I was the doctor who ignored his own advice
By Shane Cole, MD
For years I was the cliché in the white coat. I’d stand at the bedside at three in the morning and tell a patient, with complete sincerity, that they needed to sleep more, eat better, and get their stress under control. Then I’d walk back out to the nurses’ station, drink the day’s fourth cup of bad coffee, eat whatever was left in the break room, and finish the back half of a night shift I’d be paying for biologically by the weekend.
I knew the science cold. I just wasn’t living a single word of it.
I’m 50 now, and I’ve practiced emergency medicine for two decades. Somewhere in the middle of that stretch I figured out that the way most of us are taught to build a medical career is quietly backwards — and that fixing it had almost nothing to do with willpower and almost everything to do with structure. If you’re a physician running on fumes and telling yourself you’ll get to your own health eventually, this is the part I wish someone had said to me at 35.
The order matters
I organize my life around three things, and the order is the whole point: family, then wellness, then financial security.
Most physicians I know have the third one locked down and quietly sacrifice the first two to get it. That’s not a character flaw. It’s the design of the system. Training rewards self-neglect and calls it dedication. You learn early that the way to prove you belong is to need nothing — no sleep, no meals on time, no life outside the building. By the time you’re an attending, the habit is so deep you don’t even notice you’re running the order in reverse: security first, and family and wellness with whatever’s left over, which is usually nothing.
I spent a decade learning that the sequence is wrong, and that getting it right doesn’t actually cost you the security. It’s the opposite.
Shift work was the slow leak
Emergency medicine gave me everything I love about doctoring — variety, autonomy, the clean satisfaction of fixing an acute problem and sending someone home better than they arrived. But shift work carries a cost the specialty doesn’t advertise. The same irregular hours that make EM flexible make it nearly impossible to build the steady routines — sleep, meals, training — that actually protect you across a 30-year career. Nights don’t just make you tired. They erode the scaffolding that everything else in your health is built on.
That tension is a big reason I built my own freestanding emergency rooms. I didn’t just want a place to practice. I wanted to construct the structure that lets a physician have a life, because no one had ever built that for me. Today I work solely in those ERs. No nights. No weekends. No holidays. Reclaiming my circadian rhythm did more for my health than any supplement, any diet, any single habit I could name.
Two books that reset my thinking
The mental shift came from two reads I’d put in front of every doctor.
Peter Attia, in Outlive, writes: “Exercise is by far the most potent longevity ‘drug.’ No other intervention does nearly as much to prolong our lifespan and preserve our cognitive function.” That single sentence moved exercise, in my head, from a vanity item I’d get to when things calmed down to the highest-yield thing I do, period. Things never calm down. You schedule it or it doesn’t happen.
Casey Means, in Good Energy, puts the metabolic version of it bluntly: “The most foundational level of health is how our cells are powered. You could have a Ferrari and if it has no gas, it will not run.” For a physician living on cafeteria food at three in the morning, that lands like a slap. I had the Ferrari. I was running it on fumes and calling it discipline.
But the Attia line that’s stayed with me longest isn’t about the body at all. It’s his warning that you can chase physical longevity while letting your emotional health rot — and end up having meticulously optimized the wrong thing. I’ve watched colleagues do exactly that: perfect labs, dialed-in training, a marriage and a relationship with their kids in quiet ruins. You can win the metric and lose the life.
The fix was structure, not grit
Here’s what actually changed things for me, and none of it was about trying harder.
I left the big hospitals and stopped working nights. I started protecting sleep the way I’d protect a patient’s airway — non-negotiable, defended on purpose. I plan meals instead of grabbing them. I treat training as a scheduled obligation, an appointment I don’t cancel, not something I’ll fit in if the day cooperates. The day never cooperates. Every one of those is a system, not a burst of motivation. Motivation is what gets you to the gym in January. Structure is what’s still standing in November. When I stopped relying on willpower and started building the conditions where the healthy choice was the default, my own health finally stopped being the thing I lectured patients about and neglected myself.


EXERCISE REQUIREMENTS: Exactly the lines from the line containing "Image is 868x465 pixels." through the final line of the entries below must be returned, and only those, without pictures.

(Data about app and page elements)

*-*-*

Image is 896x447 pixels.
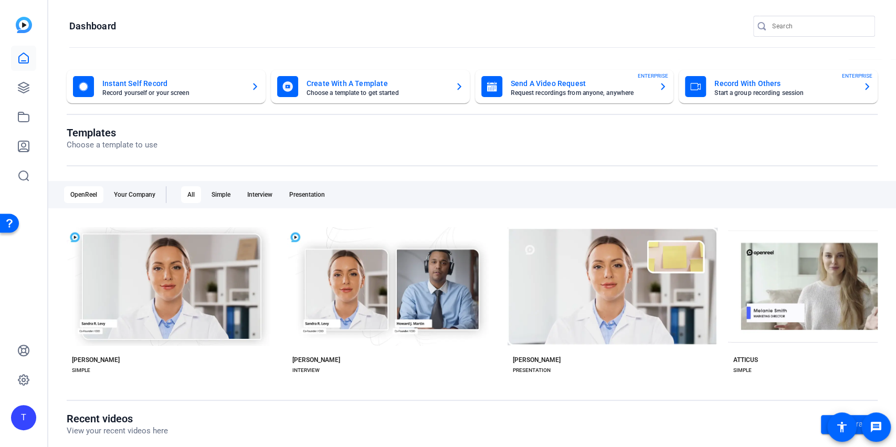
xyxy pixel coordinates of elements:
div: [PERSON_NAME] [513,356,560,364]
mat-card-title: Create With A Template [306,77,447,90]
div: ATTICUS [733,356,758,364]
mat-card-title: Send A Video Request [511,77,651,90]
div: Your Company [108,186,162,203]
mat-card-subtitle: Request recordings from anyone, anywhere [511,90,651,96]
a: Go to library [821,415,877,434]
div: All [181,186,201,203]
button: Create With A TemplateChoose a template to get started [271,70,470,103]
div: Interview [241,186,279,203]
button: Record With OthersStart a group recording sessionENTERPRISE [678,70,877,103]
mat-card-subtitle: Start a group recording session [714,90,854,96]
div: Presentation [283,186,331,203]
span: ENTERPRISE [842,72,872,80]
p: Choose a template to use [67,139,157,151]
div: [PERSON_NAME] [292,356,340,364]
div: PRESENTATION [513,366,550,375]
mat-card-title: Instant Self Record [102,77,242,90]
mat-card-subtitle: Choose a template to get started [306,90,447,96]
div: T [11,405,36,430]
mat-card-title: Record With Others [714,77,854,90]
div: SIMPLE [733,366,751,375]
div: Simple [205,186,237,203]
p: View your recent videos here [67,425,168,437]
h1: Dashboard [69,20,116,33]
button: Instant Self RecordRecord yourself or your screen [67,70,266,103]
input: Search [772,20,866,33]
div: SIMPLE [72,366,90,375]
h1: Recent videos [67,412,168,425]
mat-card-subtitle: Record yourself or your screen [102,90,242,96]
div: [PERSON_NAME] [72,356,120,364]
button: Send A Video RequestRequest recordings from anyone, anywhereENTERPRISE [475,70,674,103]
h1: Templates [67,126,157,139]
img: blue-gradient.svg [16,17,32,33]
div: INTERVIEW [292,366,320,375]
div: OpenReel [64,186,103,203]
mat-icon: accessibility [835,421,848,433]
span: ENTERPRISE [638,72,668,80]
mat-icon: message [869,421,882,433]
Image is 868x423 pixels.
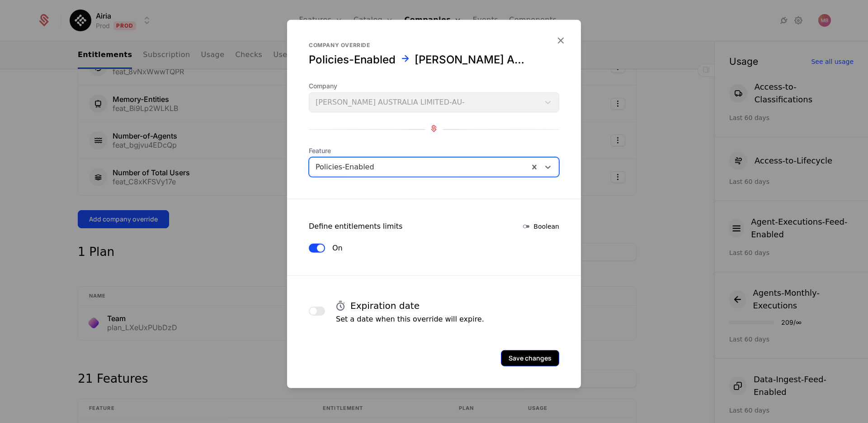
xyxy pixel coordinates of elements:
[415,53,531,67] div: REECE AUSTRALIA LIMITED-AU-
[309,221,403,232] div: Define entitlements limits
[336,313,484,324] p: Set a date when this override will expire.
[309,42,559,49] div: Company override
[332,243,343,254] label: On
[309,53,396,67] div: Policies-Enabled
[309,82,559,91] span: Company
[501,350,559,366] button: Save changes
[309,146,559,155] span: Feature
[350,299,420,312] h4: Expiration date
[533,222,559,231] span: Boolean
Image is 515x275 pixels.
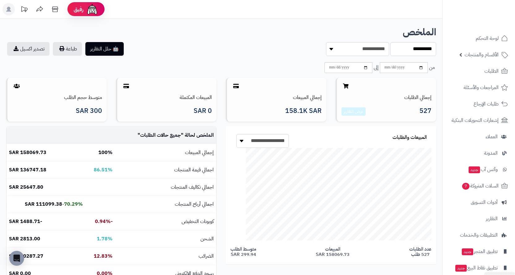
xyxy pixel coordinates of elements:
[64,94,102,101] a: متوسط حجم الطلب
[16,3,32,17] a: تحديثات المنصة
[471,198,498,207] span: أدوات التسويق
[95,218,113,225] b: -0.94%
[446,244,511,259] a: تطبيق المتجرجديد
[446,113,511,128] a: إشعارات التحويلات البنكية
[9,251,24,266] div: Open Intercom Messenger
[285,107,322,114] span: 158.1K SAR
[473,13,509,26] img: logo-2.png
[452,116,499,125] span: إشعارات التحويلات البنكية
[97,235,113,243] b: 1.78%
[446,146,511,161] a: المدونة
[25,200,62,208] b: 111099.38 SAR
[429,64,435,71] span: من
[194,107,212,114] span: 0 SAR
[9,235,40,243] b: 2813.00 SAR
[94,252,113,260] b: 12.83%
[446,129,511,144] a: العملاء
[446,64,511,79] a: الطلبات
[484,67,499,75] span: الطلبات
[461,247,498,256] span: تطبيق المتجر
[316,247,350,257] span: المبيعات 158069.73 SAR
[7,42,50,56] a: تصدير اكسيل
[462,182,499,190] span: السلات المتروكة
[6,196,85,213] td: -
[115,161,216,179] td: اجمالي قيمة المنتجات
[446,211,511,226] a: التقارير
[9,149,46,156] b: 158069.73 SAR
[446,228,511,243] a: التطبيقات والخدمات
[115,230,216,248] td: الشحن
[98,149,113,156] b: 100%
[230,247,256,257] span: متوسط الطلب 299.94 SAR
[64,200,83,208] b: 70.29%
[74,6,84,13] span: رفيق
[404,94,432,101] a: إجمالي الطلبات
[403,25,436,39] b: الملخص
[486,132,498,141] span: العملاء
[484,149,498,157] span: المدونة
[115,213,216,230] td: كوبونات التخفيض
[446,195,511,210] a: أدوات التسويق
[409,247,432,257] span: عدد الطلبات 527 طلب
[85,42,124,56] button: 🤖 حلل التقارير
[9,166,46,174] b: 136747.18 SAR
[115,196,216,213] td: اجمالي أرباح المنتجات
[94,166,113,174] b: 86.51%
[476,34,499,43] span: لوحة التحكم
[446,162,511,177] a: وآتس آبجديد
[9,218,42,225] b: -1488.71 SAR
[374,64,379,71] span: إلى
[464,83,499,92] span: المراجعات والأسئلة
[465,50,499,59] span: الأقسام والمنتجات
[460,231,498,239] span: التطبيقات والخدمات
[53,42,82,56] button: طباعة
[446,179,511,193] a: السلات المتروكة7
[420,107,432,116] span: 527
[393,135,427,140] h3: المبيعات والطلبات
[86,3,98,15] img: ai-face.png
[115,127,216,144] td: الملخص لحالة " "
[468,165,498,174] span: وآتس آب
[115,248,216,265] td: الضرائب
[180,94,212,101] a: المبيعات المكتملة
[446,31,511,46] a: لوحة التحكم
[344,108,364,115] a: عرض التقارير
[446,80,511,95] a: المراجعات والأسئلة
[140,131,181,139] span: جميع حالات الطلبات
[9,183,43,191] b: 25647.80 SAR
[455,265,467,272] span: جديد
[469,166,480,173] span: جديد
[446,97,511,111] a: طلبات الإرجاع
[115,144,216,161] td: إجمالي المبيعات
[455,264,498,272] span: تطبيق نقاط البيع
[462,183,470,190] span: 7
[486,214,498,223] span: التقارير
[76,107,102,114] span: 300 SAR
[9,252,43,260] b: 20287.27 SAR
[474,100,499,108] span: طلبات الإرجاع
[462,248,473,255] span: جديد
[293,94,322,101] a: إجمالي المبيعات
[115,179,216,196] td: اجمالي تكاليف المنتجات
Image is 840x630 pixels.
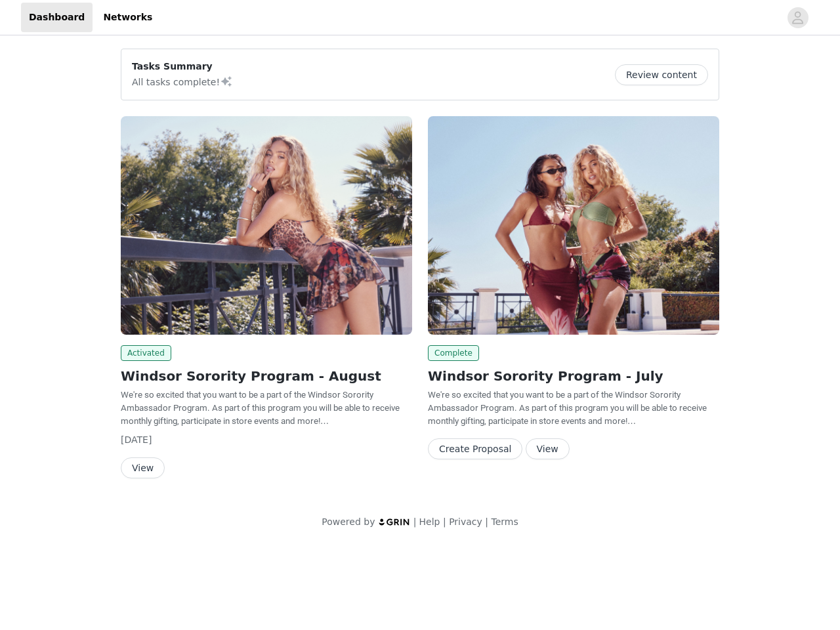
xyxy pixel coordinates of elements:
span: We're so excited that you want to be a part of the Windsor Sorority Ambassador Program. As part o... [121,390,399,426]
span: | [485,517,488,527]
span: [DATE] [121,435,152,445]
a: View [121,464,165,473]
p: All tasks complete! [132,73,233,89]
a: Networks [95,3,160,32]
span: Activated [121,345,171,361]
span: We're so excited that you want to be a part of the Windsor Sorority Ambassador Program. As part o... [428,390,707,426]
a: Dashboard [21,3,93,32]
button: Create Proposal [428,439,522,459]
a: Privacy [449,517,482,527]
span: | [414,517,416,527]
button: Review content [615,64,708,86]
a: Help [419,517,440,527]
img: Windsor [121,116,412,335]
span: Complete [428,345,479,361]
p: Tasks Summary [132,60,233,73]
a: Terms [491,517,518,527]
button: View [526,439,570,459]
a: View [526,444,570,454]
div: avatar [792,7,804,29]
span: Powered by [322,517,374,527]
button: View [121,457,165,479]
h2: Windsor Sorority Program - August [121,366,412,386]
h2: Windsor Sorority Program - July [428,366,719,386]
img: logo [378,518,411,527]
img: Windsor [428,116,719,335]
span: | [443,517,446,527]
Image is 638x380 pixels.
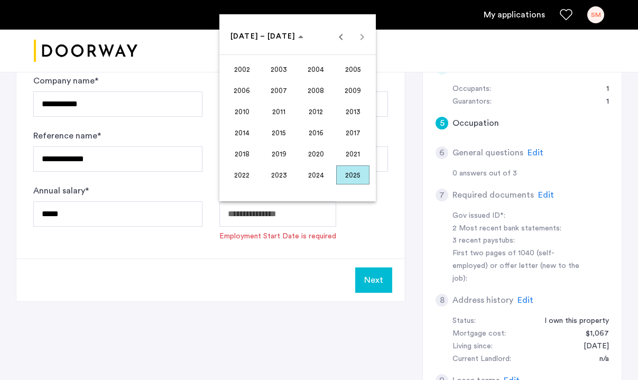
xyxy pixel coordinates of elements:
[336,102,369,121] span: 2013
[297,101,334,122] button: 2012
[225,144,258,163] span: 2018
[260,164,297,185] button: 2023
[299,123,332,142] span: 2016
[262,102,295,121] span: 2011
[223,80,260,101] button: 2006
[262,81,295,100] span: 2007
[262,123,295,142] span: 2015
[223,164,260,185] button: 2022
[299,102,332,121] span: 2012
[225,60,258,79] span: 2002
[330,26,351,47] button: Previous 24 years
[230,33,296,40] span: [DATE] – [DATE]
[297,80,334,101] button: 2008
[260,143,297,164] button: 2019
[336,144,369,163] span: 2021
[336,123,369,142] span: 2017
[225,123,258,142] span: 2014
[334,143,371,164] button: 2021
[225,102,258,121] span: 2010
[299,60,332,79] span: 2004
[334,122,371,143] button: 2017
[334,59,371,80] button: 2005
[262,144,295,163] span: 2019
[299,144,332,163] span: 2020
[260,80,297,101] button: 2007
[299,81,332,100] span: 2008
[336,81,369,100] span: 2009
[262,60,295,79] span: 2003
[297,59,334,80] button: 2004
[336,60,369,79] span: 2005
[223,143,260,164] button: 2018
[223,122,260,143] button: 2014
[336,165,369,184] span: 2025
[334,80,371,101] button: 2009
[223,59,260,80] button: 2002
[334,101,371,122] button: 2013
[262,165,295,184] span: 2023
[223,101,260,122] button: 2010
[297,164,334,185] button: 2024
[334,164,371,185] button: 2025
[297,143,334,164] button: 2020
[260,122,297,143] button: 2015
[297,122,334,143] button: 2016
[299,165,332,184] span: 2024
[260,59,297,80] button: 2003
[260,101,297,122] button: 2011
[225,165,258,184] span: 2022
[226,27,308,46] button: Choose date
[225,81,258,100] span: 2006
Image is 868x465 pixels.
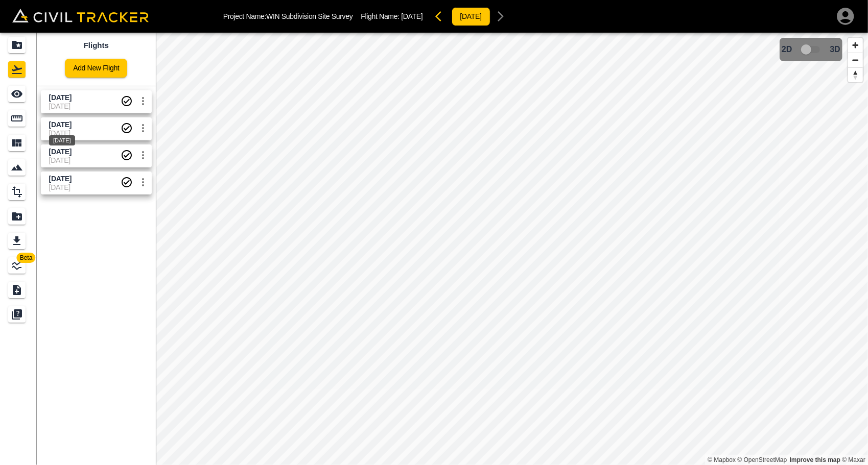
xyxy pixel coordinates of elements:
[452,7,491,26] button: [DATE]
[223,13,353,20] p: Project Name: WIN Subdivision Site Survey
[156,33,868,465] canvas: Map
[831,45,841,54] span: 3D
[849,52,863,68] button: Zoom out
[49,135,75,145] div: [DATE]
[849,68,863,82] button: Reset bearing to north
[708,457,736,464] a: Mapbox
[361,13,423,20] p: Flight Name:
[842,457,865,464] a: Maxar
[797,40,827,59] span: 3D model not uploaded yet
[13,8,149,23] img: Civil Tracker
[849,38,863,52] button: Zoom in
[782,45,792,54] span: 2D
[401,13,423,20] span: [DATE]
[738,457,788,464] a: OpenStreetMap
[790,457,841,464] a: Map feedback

*-*-*

YOUR SOLUTION:
Image is 868x465 pixels.
xyxy pixel coordinates of elements:
[452,7,491,26] button: [DATE]
[223,13,353,20] p: Project Name: WIN Subdivision Site Survey
[156,33,868,465] canvas: Map
[831,45,841,54] span: 3D
[849,52,863,68] button: Zoom out
[49,135,75,145] div: [DATE]
[849,68,863,82] button: Reset bearing to north
[708,457,736,464] a: Mapbox
[361,13,423,20] p: Flight Name:
[842,457,865,464] a: Maxar
[797,40,827,59] span: 3D model not uploaded yet
[13,8,149,23] img: Civil Tracker
[849,38,863,52] button: Zoom in
[782,45,792,54] span: 2D
[401,13,423,20] span: [DATE]
[738,457,788,464] a: OpenStreetMap
[790,457,841,464] a: Map feedback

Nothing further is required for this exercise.